Data & Methodology — St. Clair County

Full contaminant data, sample history, and sourcing for St. Clair County. For readers who want to go beyond the summary.

Contaminant Data — All Analytes

19825 total samples analyzed across 22 analytes. Data spans 1960 to 2018.

Contaminant Samples Years Detection Rate Distribution LowModHigh vs. Limit vs. MI Avg
Manganese 2 1960–1971 50%
260% of limit ↑ 90% above
Iron 16 1960–1980 94%
30% of limit ↓ 85% below
Chloride 50 1960–1972 98%
11% of limit ~ typical
Sulfate 38 1960–1973 97%
12% of limit ↓ 26% below
Uranium 2 1982–2016 100%
1% of limit ~ typical
Fluoride 16 1960–1997 100%
9% of limit ~ typical
Radon 2 1998 100%
30% of limit ~ typical
HFPO-DA (GenX) municipal 47 2023–2025 0%
0% of limit
PFOS municipal 47 2023–2025 0%
0% of limit
PFOA municipal 47 2023–2025 0%
0% of limit
PFNA municipal 47 2023–2025 0%
0% of limit
PFHxS municipal 47 2023–2025 0%
0% of limit
Fecal Coliform 1 1978 0%
Nitrite 1 1972 0%
E. coli 1 2008 0%
Arsenic 1 1970 0%
Lead 1 1971 0%
PFBS municipal 47 2023–2025 0%
Sodium 45 1960–2016 98% ~ typical
pH 9 1960–2018 100% ~ typical
Total Coliform 1 1969 0%
Nitrate 1 1971 0%

Distribution shows the share of samples in each concentration band relative to the EPA Maximum Contaminant Level (MCL): Low = below half the MCL, Moderate = between half and the MCL, High = above the MCL. Analytes without an MCL (e.g. sodium, pH) show — in the limit columns. State average is based on county median values across MI.

Data Coverage & Gaps

Well-sampled analytes (15+ samples)

  • Iron 16 samples
  • Chloride 50 samples
  • Sulfate 38 samples
  • Fluoride 16 samples
  • PFOA 47 samples
  • PFNA 47 samples
  • Sodium 45 samples

Limited data (<15 samples) — interpret with caution

  • Manganese 2 samples
  • Uranium 2 samples
  • Radon 2 samples
  • Fecal Coliform 1 sample
  • Nitrite 1 sample
  • E. coli 1 sample
  • Arsenic 1 sample
  • Lead 1 sample
  • pH 9 samples
  • Total Coliform 1 sample
  • Nitrate 1 sample

Public vs. Private Water in St. Clair County

104 Active public water systems
131,964 Residents on public water
18% Households on private wells

Public water systems in St. Clair County are regulated by the EPA and must test and report contaminant levels. Private well owners are responsible for their own testing — there is no routine monitoring of private wells by any government agency.

Data Sources

This report aggregates data from the following public databases:

Methodology

Raw records are downloaded from the Water Quality Portal and normalized to µg/L (ppb). Records are deduplicated by sample ID and date, and certified outliers are excluded. Analyte names are mapped to EPA canonical forms. Detection rates, distribution bands, and MCL comparisons are computed from the normalized dataset.

Distribution bands use the EPA Maximum Contaminant Level as the threshold: concentrations below 50% of the MCL are classed as Low, between 50% and 100% as Moderate, and above 100% as High. For analytes without an MCL (sodium, hardness, pH), distribution is not computed.

State comparison uses the median of county median values across all counties in MI with at least one sample for that analyte.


EXERCISE OBJECTIVE:
Every record below is to be restated word for word, and no picture is to be copied.
───── RECORDS PROVIDED ─────
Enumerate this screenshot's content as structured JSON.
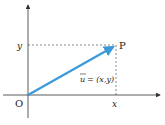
{
  "diagram": {
    "origin_label": "O",
    "point_label": "P",
    "x_label": "x",
    "y_label": "y",
    "vector_label": "u",
    "vector_eq": "= (x,y)",
    "colors": {
      "vector": "#3a9ad9",
      "axis": "#333333",
      "dashed": "#555555"
    }
  }
}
─────
EXERCISE OUTPUT:
Enumerate this screenshot's content as structured JSON.
{
  "diagram": {
    "origin_label": "O",
    "point_label": "P",
    "x_label": "x",
    "y_label": "y",
    "vector_label": "u",
    "vector_eq": "= (x,y)",
    "colors": {
      "vector": "#3a9ad9",
      "axis": "#333333",
      "dashed": "#555555"
    }
  }
}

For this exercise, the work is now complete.